Sunday, August 30, 2015

The Wizards Guild in Trollworld


Earlier in the week, I received my copy of Deluxe Tunnels & Trolls.  Although I have previously written about the Wizards Guild, while looking through the pages of this newest edition, I realized more can be said.  First, here is a statement made by T&T designer Ken St. Andre back in 2012, when dT&T was first contemplated:
...magic items are...commonly available and...often sold to warriors.  It's all part of the power struggle between different factions and guilds.
Next, we must look into Trollworld's history.  “Wizards of enormous power, almost gods” along with their “subject races” (including dwarves and humans), started to arrive at Trollworld through “dimension-spanning gates” over 70,000 years before the 'current' Tunnels & Trolls setting.  After twenty millennia, the 'Wizard Wars' began; concluding 45,000 years later.  At that time, 829 “great wizards, beings of such power that they find themselves unable to be harmed by their colleagues,” met in an assembly.  The “god-wizards agree[d] to retreat to their own limited domains and no longer strive to dominate Trollworld” and to allow the subject races “to seek their own destinies.”

Not quite a thousand years prior to the “current age of events and places as shown in Deluxe Tunnels & Trolls” occurred the “Magic Plague.”  During the Plague, “The cities of the Dragon Continent experience[d] a great upsurge in crime, most of it committed by criminals using magic powers.”  Khazan – a prominent wizard – founded the Wizards Guild so “that wizards should have training and ethics and someone to be responsible to.”  The Wizards Guild is...
...an organization for the training and betterment of wizards everywhere.  The guild, at its own expense, to train and care for any child with magical abilities.  Along with sorcerous training, the guild also trie[d] to impart ethical training...
Although Khazan is an elf, the Wizards Guild is run by humans and page 170 suggests that each race – or “kindred” – has its own Wizards Guild.  This is odd in that leprechauns “are rarely on good terms with the official Wizards Guild...”  (Edition 5.5 of Tunnels & Trolls specifically states that “Leprechaun lords won't allow the Guild to open branch offices in their area.”)

Additionally, guilds other than the Wizards Guild have access to magic spells:
These guilds have gained knowledge of spells useful to their profession and will teach them to guild members – even including citizens – for exorbitant prices.  Some of these spells are virtually the same as wizards' spells, while others have developed in different directions.  Thus the Carters Guild knows a spell for controlling draft animals; the Smiths Guild knows one for heating and softening metal; the Farmers Guild knows one for making it rain, and so forth.  Magic is ubiquitous in Trollworld.
Although ubiquitous, Trollworld magic is hardly static.  As stated in an earlier post, there are ten schools of magic in dT&T.  In the seventh edition of Tunnels & Trolls, “magic...was divided into four broad schools...”  Such changes in the rules are reflected in the 'backstory' of the setting.  Originally, casting a spell temporarily depleted points of the 'Strength' attribute (as a measure of fatigue).

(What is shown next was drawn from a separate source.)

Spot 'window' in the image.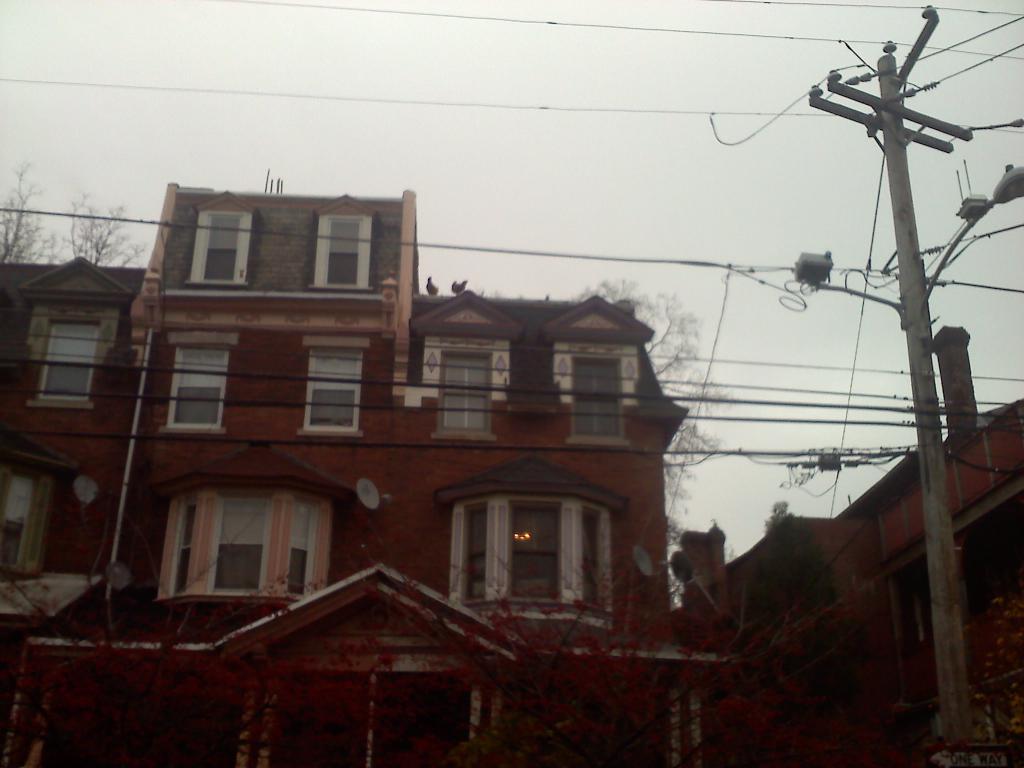
'window' found at [left=658, top=679, right=712, bottom=767].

Eventually, a new attribute was added:  “Wizardry is the measure of how much kremm (magical potency, also called mana) that [a] character can store and channel for purposes of magic.” The Trollword Timeline (dT&T page 272) tells us that...
Khayd'haik, the trolf (half troll, half elf, with Trollish ancestry predominant) wizard explains his new understanding of how to use kremm, and within a few years this new understanding of magic fills the world.  No longer is Strength used to power spells.  The new attribute of Wizardry has been identified and isolated from Strength, and spells are now powered by WIZ.
We are also informed there may be variations in magic in different parts of Trollword.  For example, page 98 states, “There are rumors that luck is used in place of wizardry in a far distant land!”

Theoretically, the Wizards Guild could provide all manner of magical accessories at appropriate, substantial prices; however, this could easily throw “the game's playability out of whack.”  Even though magic may be ubiquitous, it is not necessarily harnessed easily; fashioning “really reliable magical artifacts” is seemingly a lost art.  However, “Today's wizards have relearned the basics of enchanting less powerful items but even the Guild's archmagi cannot ensure top-quality products that perform with the reliability of a spell cast by a competent magician.”  According to page 142, “Due to the warpage of reality represented by [magic] items, it is recommended that no character be allowed more than one...per character level.”   Additionally, “Carrying more than this results in interference waves and quantum entanglement, with unpredictable results.”  As St. Andre wrote, “[I]f everything is magic, then nothing is magical.”